Applying analytics to sales data allows insurers to segment customers by the types of products and services they’ve purchased, what time of year they’re most likely to be looking for insurance, how much they typically spend and other transaction-based information. 

Third parties

Insurers can purchase consumer data from aggregators such as Acxiom and Experian that contains vast amounts of information for segmentation. They can further append that data to existing customer records and learn more about that customer. This is important because an insurer would want to append the relevant data to the correct client. Typically, the aggregator could do that by one or several data tributes the insurer would have for their clients. For example, one aggregator does that by matching the customer’s street address to the address that they have. Other aggregators use other methodologies of appending.

Through aggregators and direct sources, insurers can access demographic data, identity data, personal background information, lifestyle data, individual health records and prescription histories, personal financial data, credit history, shopping history, preferred mode of payment, property and vehicle information, driver records, data on property risks (flooding, wildfires, etc.) and weather data (historical, current and forecasted).

Third-party data is useful to insurers both for customer segmentation efforts and to improve efficiency by enabling data pre-fill, which streamlines the application process and enhances the customer experience.

Customer-interaction data

Insurers can learn much about their customers – from the customers themselves – simply by capturing and analyzing data from support interactions. When customers call or exchange digital messages with a support agent, they are communicating volumes (through their words and tone) about their current needs, expectations and state of mind.

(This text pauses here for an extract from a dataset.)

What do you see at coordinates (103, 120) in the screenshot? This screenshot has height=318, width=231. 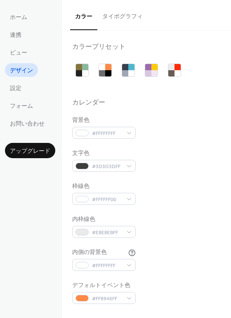 I see `div: 背景色` at bounding box center [103, 120].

Data from customer interactions can be used by insurers to segment customers by interests and areas of concern. For example, insurers can segment people who are asking about disaster coverage. Should certain questions come up repeatedly, it tells insurers what is top-of-mind for many customers. This information can lead to revenue opportunities or identify potential problems that must be addressed, such as customers in specific locations not receiving renewal notifications until their policies expired.

A cloud-based platform that offers customers multiple channels for communicating with support personnel makes it even easier for insurers to gather valuable data that can be used for segmentation. And customer support technology with artificial intelligence (AI), machine learning (ML) and natural language processing (NLP) can supply even more data from customer interactions by conducting sentiment analysis. Not only do these intelligent tools assist support workers in real time by feeding them appropriate responses to customers who may be distraught or angry, it also gives insurers insights into a customer’s current emotional state. This can provide an opportunity for the insurer to reach out to the customer.

Conclusion

“The exploding volume of data available to insurance carriers is giving rise to new business models, revenue streams and enormous opportunities to increase value,” McKinsey writes in its report. “As first movers among insurers create new business models and seek to harness the potential of their data, those that wait will be at a significant competitive disadvantage.”

Segmentation increases the value of customer data by giving it context, making it easier for insurers to understand and meet the needs of existing and potential customers. Combining third-party, internal sales and customer interaction data from your support center will help insurers better serve their customers and provide highly targeted products and services that will sell.